If you want to read a series of sincere essays I wrote on the future of publishing, check out my contributions to Sprint Beyond the Book, a collaborative experiment hosted and sponsored by ASU’s Center for Science and the Imagination and Intel:
- The Blurring Line Between Reader and Writer
- The Importance of Metadata in Book Discoverability
- The Atomization of Publishing
- The Future of Editing: Beta Readers and Agile Publishing
- Book as Fluke: A Thought Experiment
- The Idea of the Author Is Facing Extinction
Also:
- Here’s a written version of my presentation at Litflow Berlin: The Future of the Author-Publisher Relationship
- You might enjoy this panel I participated on: What Every Literary Writers Needs to Know About Digital Disruption (The Muse & The Marketplace, 2014).
I have also written a satire on the future of publishing, which reflects my very not-serious side on this issue. It is called The Future of Publishing: Enigma Variations, and you can download it for free.

Referenced by GalleyCat and Teleread, The Future of Publishing: Enigma Variations consists of 14 variations or brief insights on what the future of publishing holds. It analyzes the future of not only authors, but also agents, editors, publishers, bookstores, and reading/literacy—with a sense of humor.

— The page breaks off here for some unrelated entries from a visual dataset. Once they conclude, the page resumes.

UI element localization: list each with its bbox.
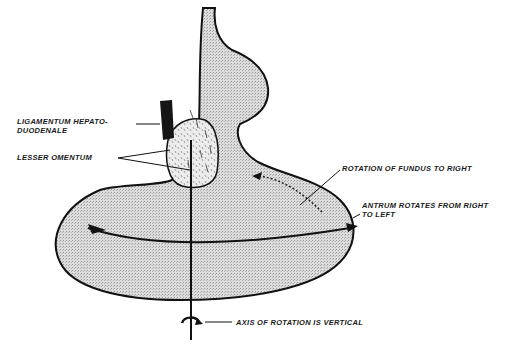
antrum-label-line1: ANTRUM ROTATES FROM RIGHT <box>362 201 488 210</box>
antrum-rotation-label: ANTRUM ROTATES FROM RIGHT TO LEFT <box>362 201 488 219</box>
stomach-rotation-diagram: LIGAMENTUM HEPATO- DUODENALE LESSER OMEN… <box>0 0 523 346</box>
lesser-omentum-shape <box>167 119 219 188</box>
diagram-drawing <box>0 0 523 346</box>
lesser-omentum-label: LESSER OMENTUM <box>17 153 92 162</box>
ligamentum-shape <box>160 100 174 140</box>
ligamentum-label-line1: LIGAMENTUM HEPATO- <box>17 117 108 126</box>
ligamentum-label: LIGAMENTUM HEPATO- DUODENALE <box>17 117 108 135</box>
fundus-rotation-label: ROTATION OF FUNDUS TO RIGHT <box>342 164 472 173</box>
axis-label: AXIS OF ROTATION IS VERTICAL <box>236 318 363 327</box>
ligamentum-label-line2: DUODENALE <box>17 126 108 135</box>
antrum-label-line2: TO LEFT <box>362 210 488 219</box>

- Click here to view or download the PDF for free.
- Are you on GoodReads? Add the e-book to your reading shelf!
Read formal reviews of The Future of Publishing
- From eCapris: “In GAA(d) We Trust”
- From Jean Doorn: “I Love Wikipedia”
Note on e-book format/compatibility
Due to illustrations and unusual formatting, this book is only available as a PDF document. However, the PDF can be downloaded, viewed, and read on virtually any device—including your desktop computer, your tablet, your mobile, and your e-reading device (such as Kindle). You can also print out a hard copy from the PDF.

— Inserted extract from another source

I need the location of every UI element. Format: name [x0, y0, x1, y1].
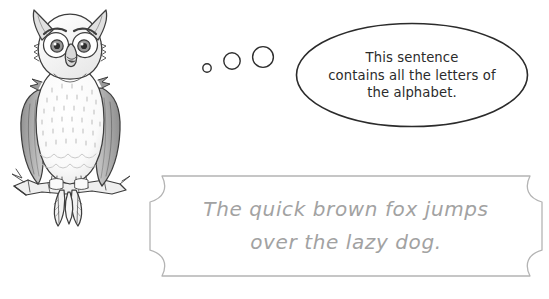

Praise for The Future of Publishing
“This short e-book is funny. All-the-way-through-funny.” —eCapris review
“Jane Friedman’s new book is part publishing world science fiction, part 21st century book fugue and part author-agent-publisher slapstick! Released on April Fool’s Day, it delivers the wisdom that only laughter can conjure. … It should be on every writer’s, reader’s, editor’s, agent’s and publisher’s bedside table. Or Kindle. Or iPad, etc. The Future of Publishing is a baker’s dozen of hypothetical ‘tomorrows’ for the publishing industry plus a less-hyperbolic-more-realistic snapshot of what we should all expect to see over the next few decades.” —Virtual Davis
“Think Rashomon and Future Shock, and then look at this little treatise as The 39 Pages. Each ‘Enigma Variation’ is a tiny, crafty irritant, a satirical nudge of ‘No, it couldn’t really be THAT way’-ness. Jane’s just riffing.’ Yeah—including her idyllic Variation #6 in which publishers go angelic: ‘When a book doesn’t sell, the publisher takes all the blame, and issues a public apology to the author—knowing that the author could, at any time, jump ship to Amazon, Google, or Apple for higher royalties.’

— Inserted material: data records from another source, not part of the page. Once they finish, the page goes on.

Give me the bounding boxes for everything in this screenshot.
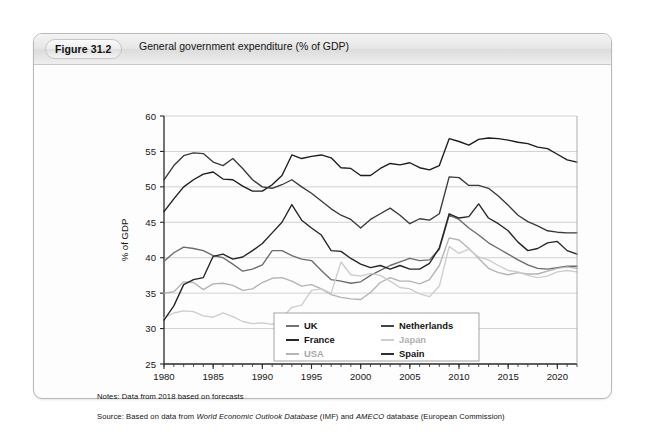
x-tick-label: 2015 [497,371,518,382]
figure-box: Figure 31.2 General government expenditu… [33,33,612,399]
x-tick-label: 2010 [448,371,469,382]
x-tick-label: 2000 [350,371,371,382]
y-axis-title: % of GDP [119,219,130,262]
source-post: database (European Commission) [384,412,504,421]
x-tick-label: 1980 [153,371,174,382]
series-line-usa [164,238,577,300]
source-mid: (IMF) and [318,412,356,421]
source-italic-ameco: AMECO [356,412,384,421]
plot-area: 2530354045505560198019851990199520002005… [34,65,611,400]
source-label: Source: [97,412,124,421]
legend: UKNetherlandsFranceJapanUSASpain [274,313,479,361]
x-tick-label: 2020 [547,371,568,382]
x-tick-label: 2005 [399,371,420,382]
x-tick-label: 1995 [301,371,322,382]
source-italic-weo: World Economic Outlook Database [196,412,317,421]
x-tick-label: 1990 [252,371,273,382]
legend-label-france: France [304,334,335,345]
y-tick-label: 45 [145,217,156,228]
line-chart: 2530354045505560198019851990199520002005… [34,65,613,400]
y-tick-label: 25 [145,359,156,370]
notes-text: Data from 2018 based on forecasts [120,392,244,401]
legend-label-spain: Spain [399,348,425,359]
figure-number-badge: Figure 31.2 [45,39,122,59]
series-line-spain [164,204,577,320]
figure-header: Figure 31.2 General government expenditu… [34,34,611,65]
y-tick-label: 30 [145,323,156,334]
legend-label-netherlands: Netherlands [399,320,453,331]
figure-caption: General government expenditure (% of GDP… [139,40,349,52]
y-tick-label: 35 [145,288,156,299]
legend-label-japan: Japan [399,334,426,345]
series-line-netherlands [164,153,577,233]
y-tick-label: 55 [145,146,156,157]
legend-label-usa: USA [304,348,324,359]
source-pre: Based on data from [124,412,197,421]
y-tick-label: 40 [145,252,156,263]
notes-label: Notes: [97,392,120,401]
x-tick-label: 1985 [202,371,223,382]
notes-row: Notes: Data from 2018 based on forecasts [97,392,244,401]
y-tick-label: 50 [145,181,156,192]
y-tick-label: 60 [145,111,156,122]
legend-label-uk: UK [304,320,318,331]
source-row: Source: Based on data from World Economi… [97,412,505,421]
series-line-france [164,138,577,212]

You alternately want the dream to go on, and the nightmare to end, as this publishing pundit reads the entrails of authors (who starved without cheese sandwiches, Ms. Atwood) to foretell the ‘definitive’ uncertainty of the pathways a direly troubled, and vulgarly self-fascinated, industry may take. The bell Jane rings here? It tolls for we.
You’ll laugh, you’ll cry, you will see GAA(d), and that’s Google, Amazon, Apple and (their developers), an unholy trinity of entities who will, like good weaponry manufacturers in all civil wars, be the only profitable parties to the fray. You know we’re in trouble when one Variation, No. 9, makes you feel warm and fuzzy—because it sparks fond memories of Fahrenheit 451.”
“What makes this book so funny? Simply put: Hyperbole. Ms. Friedman took all of my bleakest imaginings and wildest expectations of publishing industry trends, stripped them down, turned them on their edge, and somehow made me appreciate being shown how completely batty I’ve been over this topic.”
—Marni Folsom
Brilliant ~ and funny! Too bad so many people take articles as literal. I would love to see some of the hilarious comments that would be if this becomes widely published. That is why I often read the comments section under current events ~ to laugh!